Alexzandria Bell, 15, a sophomore at Central Visual Performing Arts High School (CVPA), was also killed.

Several others were injured when the 19-year-old shooter, a CVPA graduate, stormed the school.

“She put herself in front of her students and that’s all you can do. Someone has a gun, and you have a bunch of children, you have to protect them,” Joe Kuczka said.

Kuczka said after his mother was shot, she told her students to jump from the third-floor window to survive.

Jean graduated from Lindbergh High School and had been an educator since the early 1980s. Kuczka jokes his mom taught half of St. Louis.

“She was my mom. She was great, of course, but it was more than that. She was mom to countless students,” Kuczka said.

Kuczka said police showed him some surveillance and body camera video from that day, answering some questions but leaving more.

“I know there was a security guard very close when he entered the school. We saw it on the video,” Kuczka said. “He walked around and shot at a lot of people.”

Kuczka claimed the shooter had planned the attack “for a long time” and talked about it in a manifesto, but his mom’s name was not in the manifesto.

St. Louis Police Lieutenant Colonel Michael Sack previously said the gun used by the shooter had been privately purchased but taken away by officers days before.

“The officers, in their response, handed it over to somebody else: an adult who was lawfully able to possess it. The mother wanted it out of the house,” Sack said at the time. “They [officers] facilitated that. This other party had it. How he acquired it after that, we don’t know.”

There are still details surrounding the gun and timeline of events that remain unanswered because police consider the investigation open, something that surprises Kuczka.

“I know it’s a lot that goes into it, but I guess in a way, yes, it does surprise me,” he said.

During a recent media briefing, St. Louis Police Sergeant Charles Wall said it’s a large, in-depth investigation.

While the department is unable to answer many questions, police have shared photos from that day, like the picture of the gun used and how many rounds of ammo the former student turned killer had.

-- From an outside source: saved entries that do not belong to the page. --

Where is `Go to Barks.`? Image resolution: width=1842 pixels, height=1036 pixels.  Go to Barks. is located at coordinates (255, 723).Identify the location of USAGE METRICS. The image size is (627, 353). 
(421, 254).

“I believe that the report, the investigation, is reaching the finalized stages. I can’t speak to exactly where it is or when it’s going to be finished,” Wall said. “Certainly, it has been a priority for our agency.”

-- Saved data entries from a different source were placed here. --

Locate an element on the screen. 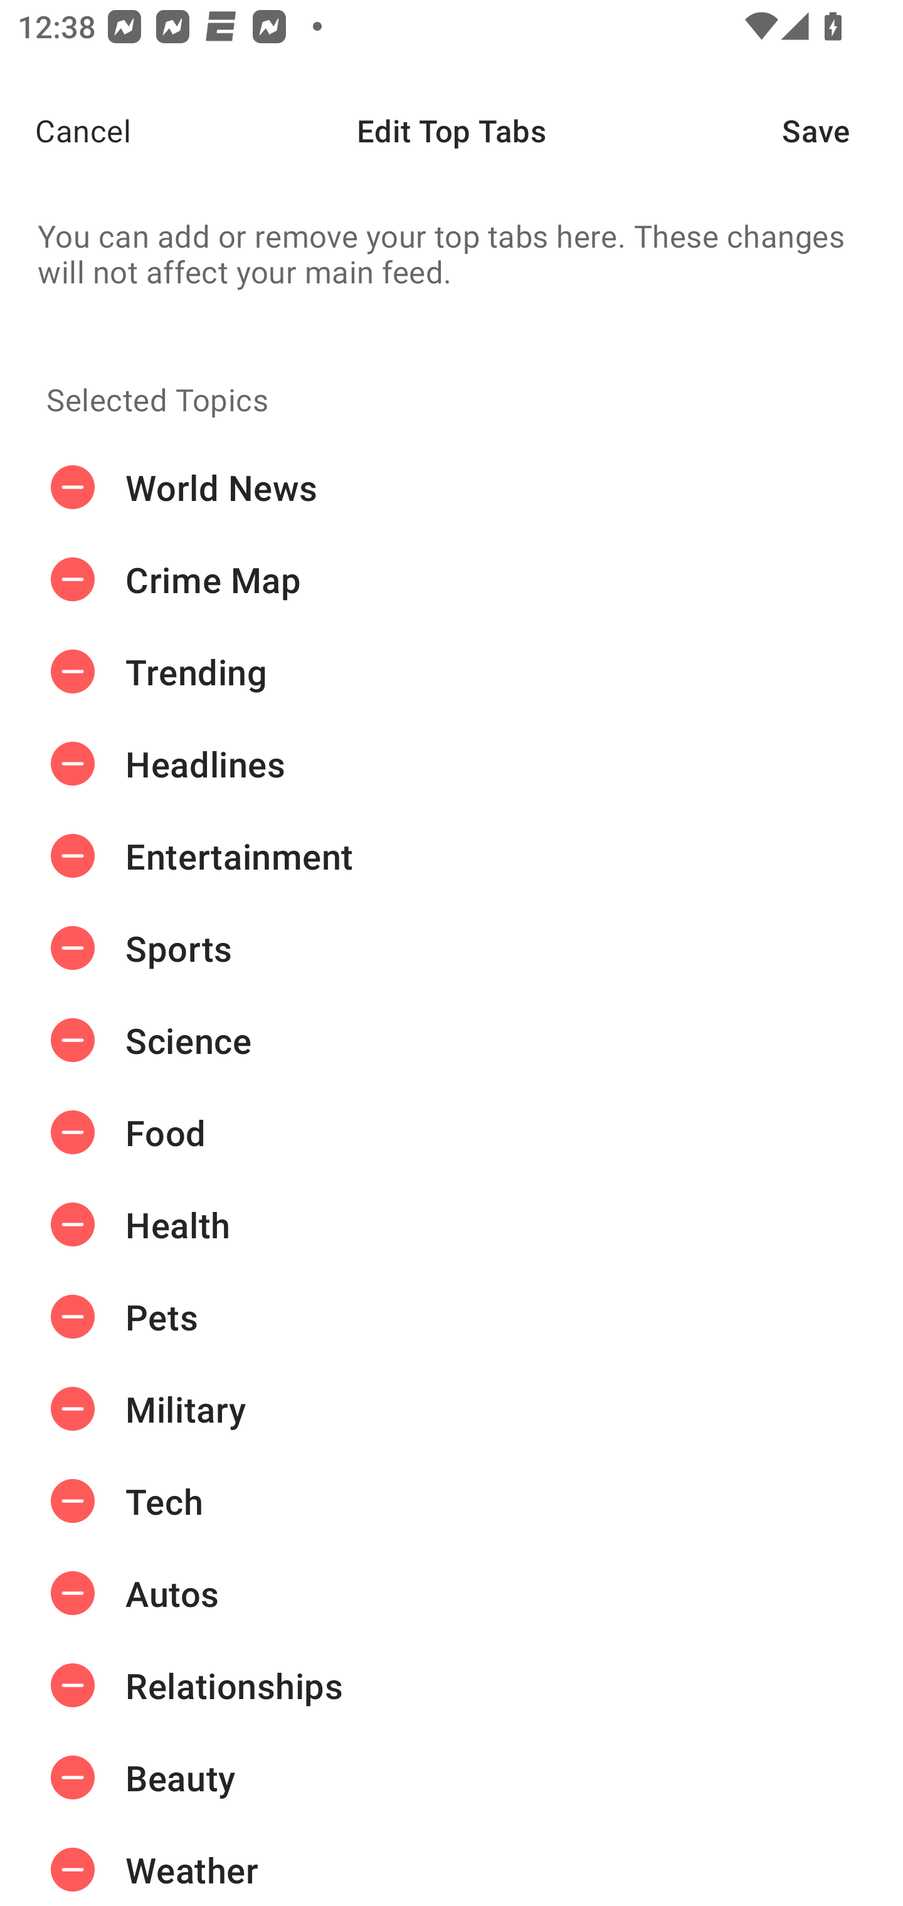 The height and width of the screenshot is (1906, 903). World News is located at coordinates (451, 488). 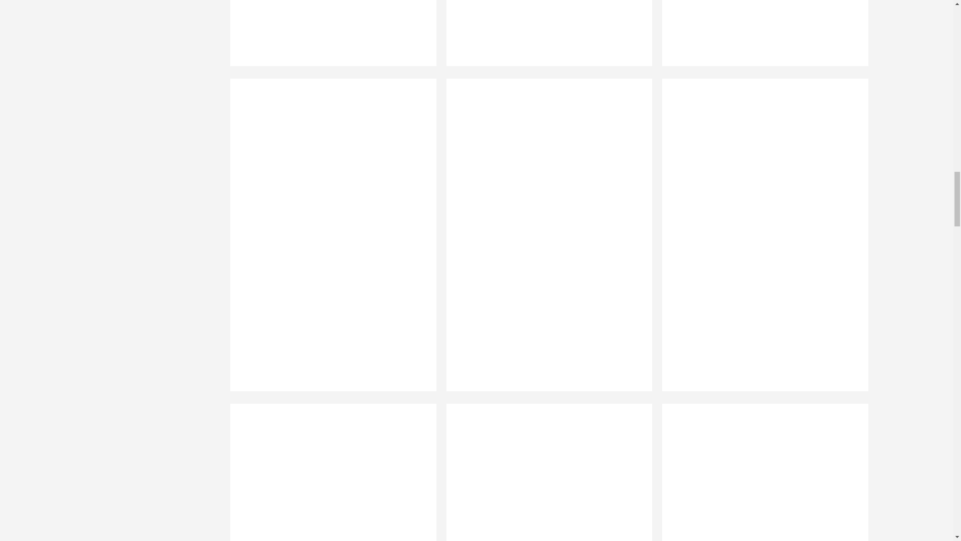 What do you see at coordinates (544, 471) in the screenshot?
I see `0` at bounding box center [544, 471].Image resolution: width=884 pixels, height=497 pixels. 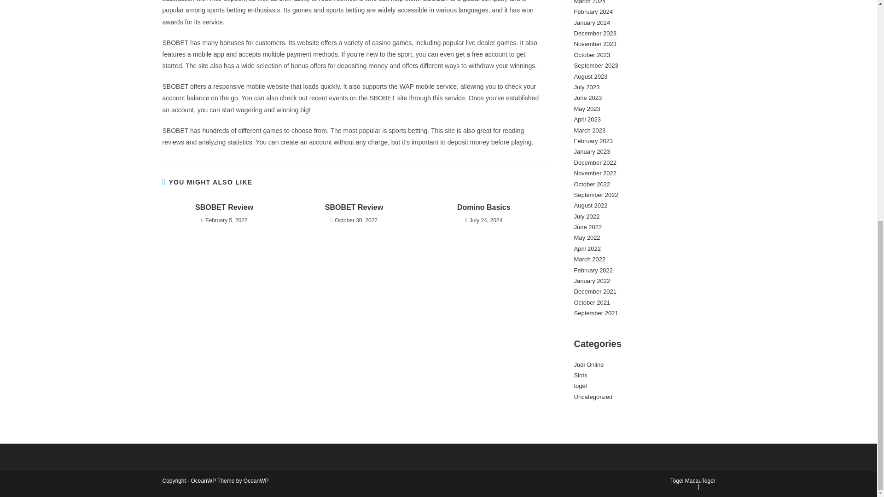 I want to click on November 2023, so click(x=595, y=43).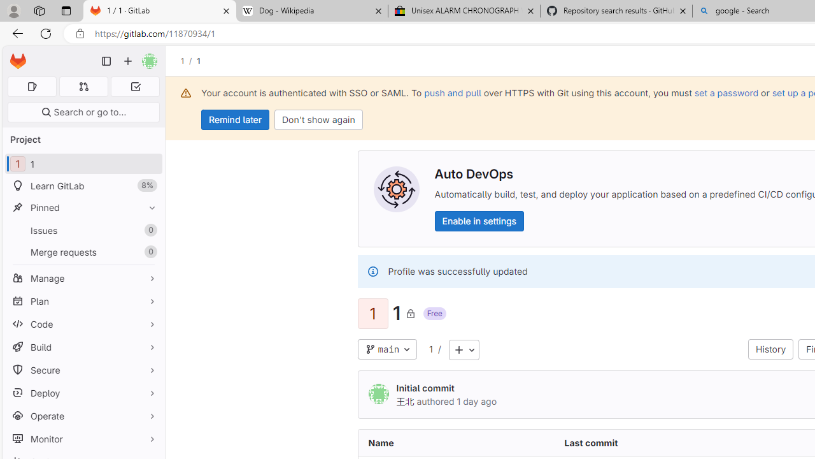 The image size is (815, 459). What do you see at coordinates (83, 438) in the screenshot?
I see `Monitor` at bounding box center [83, 438].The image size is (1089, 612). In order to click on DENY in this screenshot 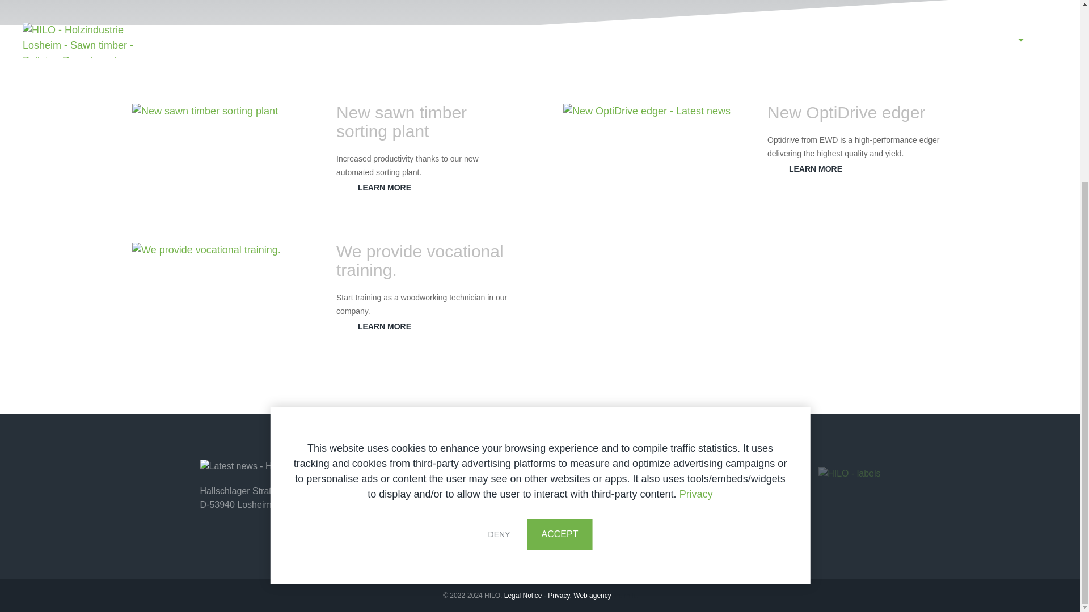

Wall said the report is hundreds of pages long.

Kuczka wonders if there was anything that could’ve stopped the shooting from happening.

Former television news reporter Julie Parker teaches top police commanders across the country how to communicate with the public. She’s also lectured a class at the FBI Academy in Quantico.

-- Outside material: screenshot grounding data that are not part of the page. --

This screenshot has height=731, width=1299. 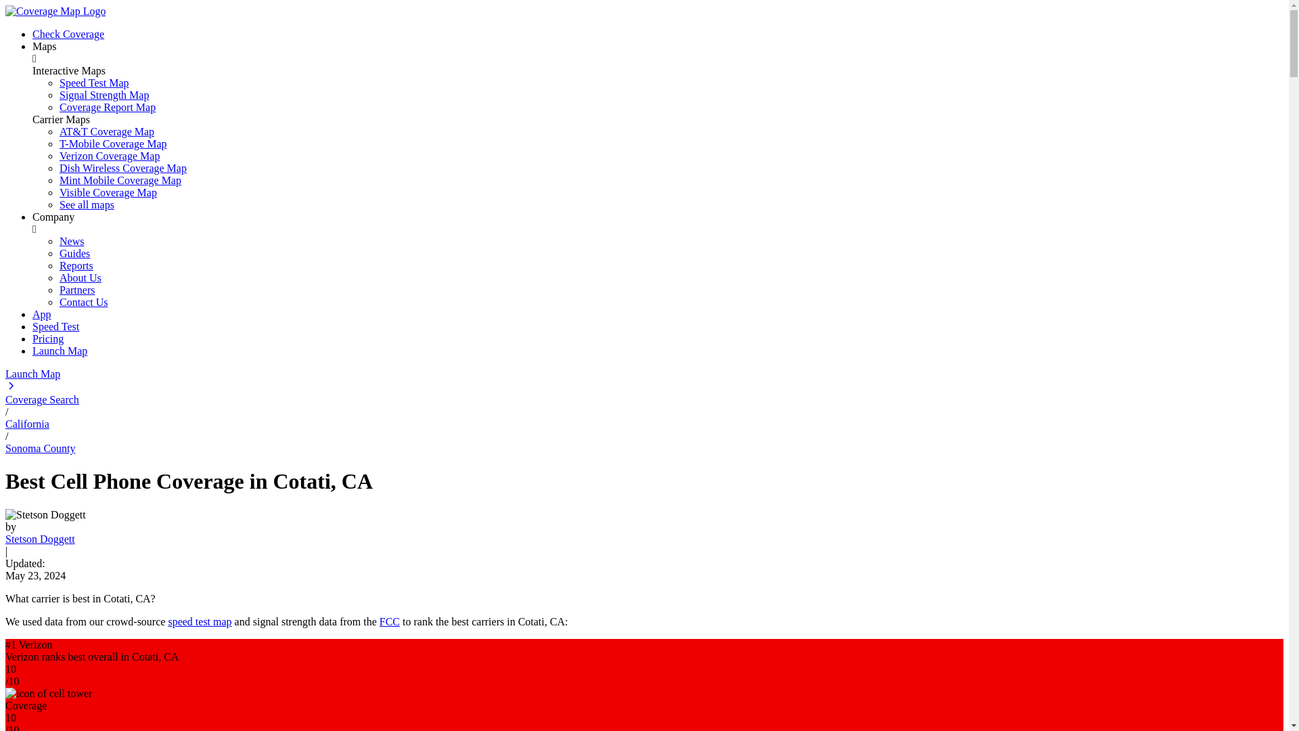 What do you see at coordinates (42, 399) in the screenshot?
I see `Coverage Search` at bounding box center [42, 399].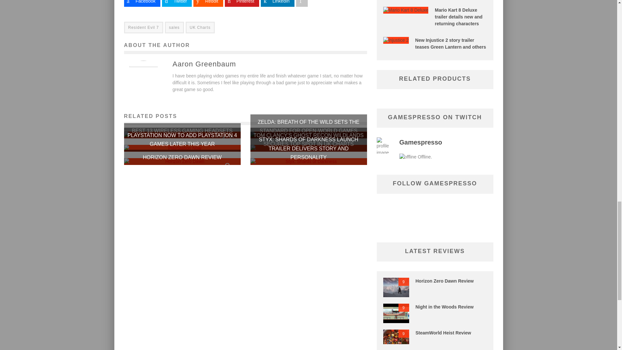 Image resolution: width=622 pixels, height=350 pixels. What do you see at coordinates (302, 3) in the screenshot?
I see `Share on More Button` at bounding box center [302, 3].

Parker can’t speak specifically to what’s happening in St. Louis but has a general philosophy about how police operations work.

“Get that information out as much as possible, as early as possible,” Parker said. “We have seen numerous examples where a law enforcement agency responds heroically to a critical incident. They win in terms of the operation, but too often, we see they fail in terms of public communication.”

In Nashville, Tennessee, police released bodycam video hours after a gunman stormed a school and killed six people.

Why is the police department in St. Louis operating so differently? Parker said it’s up to the chief.

“One law enforcement agency can provide so much information and then across the country or across the state, you might see police departments provide virtually nothing,” Parker said.

Kuczka said there are things to learn from police communicating more about the before, during and after of that day.

“Nothing is going to bring my mom back, but we want to make sure this doesn’t happen again,” he said.

While there are many questions, the most important may never be answered: why?

“I want to make sure the schools are doing everything they can to protect their students and that the first responders are prepared to go in,” Kuczka said.

Lindbergh High School just started the Jean Kuczka Memorial Scholarship. They plan to do that each year and the family hopes a scholarship will be available at CVPA soon.